Garboldisham

From Wikishire
Jump to navigation Jump to search
Garboldisham
Norfolk
File:Garboldisham Mill.jpg
Garboldisham Windmill
Location
Grid reference: TM005815
Location: 52°23’42"N, 0°56’53"E
Data
Population: 990  (2021)
Post town: Diss
Postcode: IP22
Dialling code: 01953
Local Government
Council: Breckland
Parliamentary
constituency:
South West Norfolk

Garboldisham is a village in Norfolk seven miles north-west of Diss and 22 miles south-west of Norwich, along the A1066 between Thetford and Diss.

The 2021 census recorded a population of 990.

The name Garboldisham derives from the Old English for Gærbald's homestead or village.[1]

History and heritage

A 10-foot high Bronze Age round barrow is found on Garboldisham Heath, known locally as 'Soldier's Hill' and 'Boadicea's Grave' (although there is no evidence that Queen Boudicca is buried here).[2] Local antiquarian Basil Brown carried out an excavation at the mound around 1963, and uncovered a burial urn, some cremated human bone, two flint flakes and a flint scraper. The burial probably dates from around 1300 BC and were likely disturbed by gravel quarrying in the nearby woods during the First World War.[3][4]

In the Domesday Book of 1086, Garboldisham is listed as a settlement of 7 households in the Guiltcross Hundred. In 1086, the village was part of the East Anglian estates of The King.[5]

Garboldisham Hall was built in the early Nineteenth Century by Sir George Gilbert Scott. In the late Eighteenth Century, the hall was the property of Crisp Molineux who earned much of his wealth profiting from the plantations in Saint Kitts.[6] In 1822, the hall was the birthplace of John Spencer-Churchill, 7th Duke of Marlborough. It was subsequently demolished in 1952.

Church of St John the Baptist

The parish church, St John the Baptist, dates from the thirteenth century. The church stands on Church Street. It is a Grade I listed building.[7]

St. John's holds a rare East Anglian example of a Galilee porch with the interior decoration largely the remnants of a Nineteenth Century restoration by James Powell and Sons. The church also holds an elaborate rood screen featuring various saints, a set of royal arms from the reign of Queen Anne and a font from the fifteenth century.[8]

Garboldisham also holds the ruins of All Saints' Church, which was abandoned in 1734 after the tower collapsed into the nave,[9] and a Methodist Chapel on the southern side of the A1066.

Sport

Garboldisham Cricket Club has a ground outside of the village on Harling Road and operates four men's teams, one women's team and juniors teams.[10]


**Exercise objective:**
Pull every line with "position" from the data.

- Opening Delimiter -

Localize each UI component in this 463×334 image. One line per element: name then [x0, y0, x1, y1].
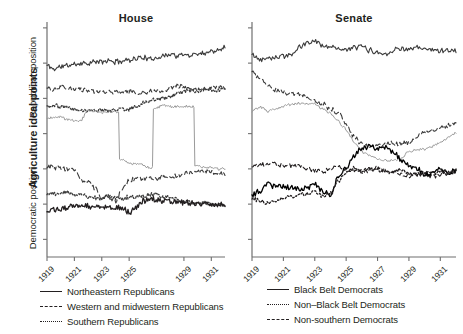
series-group-house: [47, 45, 225, 214]
panel-title-house: House: [47, 12, 225, 24]
series-line-black-belt-democrats: [47, 197, 225, 215]
y-axis-sublabel-republican: Republican position: [27, 23, 38, 133]
series-line-northeastern-republicans: [252, 39, 456, 61]
series-group-senate: [252, 39, 456, 204]
legend-label: Western and midwestern Republicans: [67, 301, 223, 312]
legend-democrats: Black Belt DemocratsNon–Black Belt Democ…: [267, 282, 405, 327]
series-line-unlabeled-gray-series: [47, 105, 225, 171]
legend-item: Western and midwestern Republicans: [40, 299, 223, 314]
panel-title-senate: Senate: [252, 12, 456, 24]
legend-item: Southern Republicans: [40, 314, 223, 329]
legend-item: Northeastern Republicans: [40, 284, 223, 299]
legend-republicans: Northeastern RepublicansWestern and midw…: [40, 284, 223, 329]
legend-item: Non-southern Democrats: [267, 312, 405, 327]
legend-line-swatch-dashed: [267, 315, 289, 325]
series-line-non-black-belt-democrats: [47, 191, 225, 207]
legend-line-swatch-dotted: [267, 300, 289, 310]
series-line-western-and-midwestern-republicans: [252, 71, 456, 148]
legend-item: Black Belt Democrats: [267, 282, 405, 297]
series-line-northeastern-republicans: [47, 45, 225, 71]
series-line-southern-republicans: [47, 88, 225, 112]
y-axis-sublabel-democratic: Democratic position: [27, 154, 38, 264]
figure-root: Agriculture ideal points Republican posi…: [0, 0, 463, 334]
legend-line-swatch-solid: [267, 285, 289, 295]
legend-line-swatch-dotted: [40, 317, 62, 327]
legend-line-swatch-dashed: [40, 302, 62, 312]
legend-label: Non–Black Belt Democrats: [294, 299, 405, 310]
legend-label: Southern Republicans: [67, 316, 158, 327]
legend-label: Northeastern Republicans: [67, 286, 174, 297]
legend-item: Non–Black Belt Democrats: [267, 297, 405, 312]
legend-line-swatch-solid: [40, 287, 62, 297]
legend-label: Black Belt Democrats: [294, 284, 383, 295]
legend-label: Non-southern Democrats: [294, 314, 398, 325]
series-line-unlabeled-gray-series: [252, 102, 456, 161]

- Closing Delimiter -

**Response:**
y-axis-sublabel-republican: Republican position: [27, 23, 38, 133]
y-axis-sublabel-democratic: Democratic position: [27, 154, 38, 264]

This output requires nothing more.